What brought me to write this is due to Taylor.

Taylor was a vibrant 12-year old girl.  She died young due to pneumonia-related complications.  When her parents were going through her things, they discovered a sealed envelope addressed to her future self:  “To be opened by Taylor Smith on April 13, 2023, only unless said otherwise,”

The letter reads:

little girlDear Taylor,

How’s life? Life is pretty simple right now (10 years in your past). I know I’m late for you, but as I’m writing, this is early, so; congratulations on graduating high school! If you didn’t go back and keep trying. Get that degree! Are you (we) in college? If not, I understand. We do have pretty good reasoning, after all. Don’t forget, it’s Allana’s 11th birthday today! Sheesh, 11 already? In my time, she just turned 1! I didn’t get to go to that party though, because I was in Cranks, Kentucky for my first mission trip. I’ve only been back for 6 days!

Speaking of, how’s your relationship with GOD? Have you prayed, worshipped, read the bible, or gone to serve the lord recently? If not, get up and do so NOW! I don’t care what point in our life we’re in right now, do it! He was mocked, beaten, tortured, and crucified for you! A sinless man, who never did you or any other person any wrong!

Read the rest of the letter here.

Related articles: WJHL story ~ Johnson City girl’s life remembered

“I am only a man, just like you.”

Andre Bessette

Trait D’espirit / Drawn by the Spirit

“It is with the smallest brushes that the artist paints the most exquisitely beautiful pictures,” said St. André Bessette.

He is just another man, a real person that I would have very much wanted to meet personally.  Unfortunately, he was born way ahead of me and died 20 years before I was born.  If you ask him who he is, the response was “I am only a man, just like you.”

André Bessette is a native of Canada born frail in a poor family in Quebec.  He became an orphan at the age of 12 and had hardly any education at all.  In his early twenties, he entered the Holy Cross congregation in Montreal.  Nobody wanted him.  The main task given to him was menial as a porter, someone who opens the door and greets people who come to visit the Oratory.  Yet he did his duty for 40 years accepting the little he had and turning it into a holy act.
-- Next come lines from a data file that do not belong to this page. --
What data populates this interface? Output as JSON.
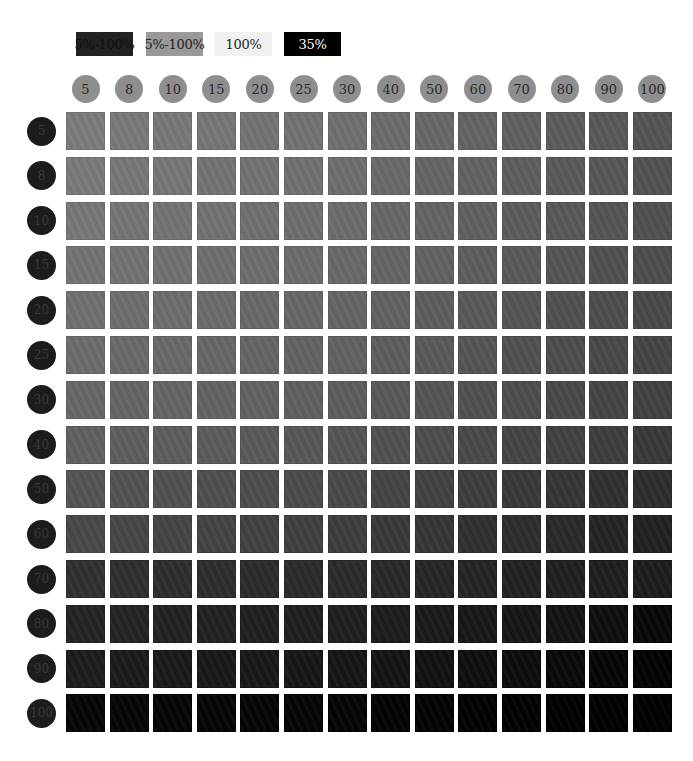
{
  "legend": [
    {
      "label": "5%-100%",
      "bg": "#222222",
      "fg": "#111111"
    },
    {
      "label": "5%-100%",
      "bg": "#999999",
      "fg": "#222222"
    },
    {
      "label": "100%",
      "bg": "#f0f0f0",
      "fg": "#222222"
    },
    {
      "label": "35%",
      "bg": "#000000",
      "fg": "#ffffff"
    }
  ],
  "chart_data": {
    "type": "heatmap",
    "title": "",
    "xlabel": "",
    "ylabel": "",
    "x_categories": [
      "5",
      "8",
      "10",
      "15",
      "20",
      "25",
      "30",
      "40",
      "50",
      "60",
      "70",
      "80",
      "90",
      "100"
    ],
    "y_categories": [
      "5",
      "8",
      "10",
      "15",
      "20",
      "25",
      "30",
      "40",
      "50",
      "60",
      "70",
      "80",
      "90",
      "100"
    ],
    "legend": [
      "5%-100%",
      "5%-100%",
      "100%",
      "35%"
    ],
    "value_description": "gray level (0-255) of each swatch; darker toward bottom-right",
    "values": [
      [
        123,
        121,
        120,
        118,
        116,
        114,
        112,
        108,
        104,
        100,
        96,
        92,
        88,
        84
      ],
      [
        121,
        119,
        118,
        116,
        114,
        112,
        110,
        106,
        102,
        98,
        94,
        90,
        86,
        82
      ],
      [
        119,
        117,
        116,
        114,
        112,
        110,
        108,
        104,
        100,
        96,
        92,
        88,
        84,
        80
      ],
      [
        116,
        114,
        113,
        111,
        109,
        107,
        105,
        101,
        97,
        93,
        89,
        85,
        81,
        77
      ],
      [
        112,
        110,
        109,
        107,
        105,
        103,
        101,
        97,
        93,
        89,
        85,
        81,
        77,
        73
      ],
      [
        108,
        106,
        105,
        103,
        101,
        99,
        97,
        93,
        89,
        85,
        81,
        77,
        73,
        69
      ],
      [
        104,
        102,
        101,
        99,
        97,
        95,
        93,
        89,
        85,
        81,
        77,
        73,
        69,
        65
      ],
      [
        96,
        94,
        93,
        91,
        89,
        87,
        85,
        81,
        77,
        73,
        69,
        65,
        61,
        57
      ],
      [
        84,
        82,
        81,
        79,
        77,
        75,
        73,
        69,
        65,
        61,
        57,
        53,
        49,
        45
      ],
      [
        72,
        70,
        69,
        67,
        65,
        63,
        61,
        57,
        53,
        49,
        45,
        41,
        37,
        33
      ],
      [
        48,
        47,
        46,
        45,
        44,
        43,
        42,
        40,
        38,
        36,
        34,
        32,
        30,
        28
      ],
      [
        36,
        35,
        34,
        33,
        32,
        31,
        30,
        28,
        26,
        24,
        22,
        20,
        14,
        8
      ],
      [
        28,
        27,
        26,
        25,
        24,
        23,
        22,
        20,
        18,
        15,
        12,
        9,
        6,
        3
      ],
      [
        6,
        6,
        5,
        5,
        5,
        4,
        4,
        3,
        3,
        2,
        2,
        1,
        1,
        0
      ]
    ],
    "grid": false
  }
}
One would not think that he lacks formal education when he is an effective teacher of faith by his action, love, kindness, and example.  He used the simplest means.  It is his complete trust with divine providence is what made him an exceptional person.

His dream was to build a church devoted to St. Joseph.  He trusted that if he is really doing the Lord’s will the Lord would bring it to fruition.  And it did happen.

How I would have wanted to see him open the door for me when I visited the Oratory in Mount Royal.   I felt small as an ant standing at the first rung of the steps looking up at the Oratory.

In a world filled with educated minds and an era of countless celebrity, glitz, and glamour, I am amazed at what a simple man can do.

Brother André is what I call him and has left me a legacy to place my trust in Jesus.